The Kangere cliché is widespread in the Great Lakes region of Zaire (Lakes Kivu and Tanganyika), where the Bembe, Fulero, Havu, Lega, Nyindu, Shi, Vira and others live. This cliché has been collected since the 1910s by missionary and colonial administrator researchers. Later it has been heavily used and interpreted in different ways. Thus certain modern scholars have made Kangere the first ‘king’ of the region and the ‘father’ of all bami, that is, the ‘kings’ of various ancient kingdoms existing on the shores of the Great Lakes, including Rwanda and Burundi! Their single aim was to refute the ‘Hamitic myth’.

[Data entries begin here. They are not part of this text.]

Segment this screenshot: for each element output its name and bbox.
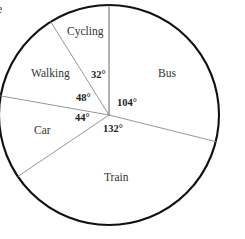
pie-chart-figure: e Cycling Bus Walking Car Train 32° 48° … <box>0 0 245 239</box>
angle-label-walking: 48° <box>76 93 91 104</box>
angle-label-cycling: 32° <box>91 70 106 81</box>
slice-label-train: Train <box>104 172 129 184</box>
slice-label-bus: Bus <box>158 68 176 80</box>
angle-label-train: 132° <box>103 124 123 135</box>
slice-label-cycling: Cycling <box>67 26 103 38</box>
pie-chart-canvas <box>0 0 245 239</box>
angle-label-car: 44° <box>75 113 90 124</box>
slice-label-car: Car <box>34 125 51 137</box>
slice-label-walking: Walking <box>31 68 70 80</box>
angle-label-bus: 104° <box>117 98 137 109</box>
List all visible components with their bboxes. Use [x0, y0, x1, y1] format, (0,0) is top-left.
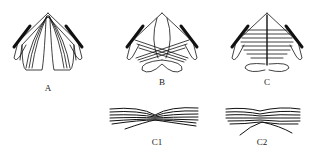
detail-c2-label: C2: [257, 138, 268, 147]
panel-c-drawing: [232, 13, 302, 72]
panel-b-drawing: [127, 13, 197, 72]
panel-a-drawing: [14, 13, 82, 70]
detail-c1-label: C1: [152, 138, 163, 147]
detail-c2-drawing: [226, 108, 300, 135]
panel-a-label: A: [45, 84, 52, 93]
detail-c1-drawing: [110, 108, 198, 129]
panel-c-label: C: [264, 78, 270, 87]
panel-b-label: B: [159, 78, 165, 87]
diagram-canvas: [0, 0, 315, 152]
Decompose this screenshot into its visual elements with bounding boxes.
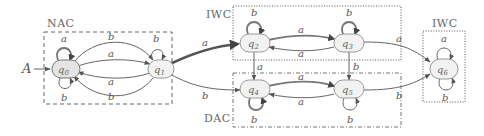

In fact, the Kangere cliché is woven together from different elements taken from various ethnic groups of the region. Its elements were ordered at the same time that they were collected, in the course of the 1910s and the 1920s. They constitute an African response to the preoccupation of the colonial administration of those years: the creation of vast ethnic groups and politically and administratively viable entities. Whites wanted tribes, and blacks created them; whites wanted great chiefs, and blacks created them, the bami.
In their interpretation of the Kangere cliché, these researchers quite simply confused, erroneously, the ‘bwami symbol’ of personalized power (which existed in the area, and which chiefs of different ethnic groups possessed) with the ‘bwami state’ or kingdom, of recent, colonial creation.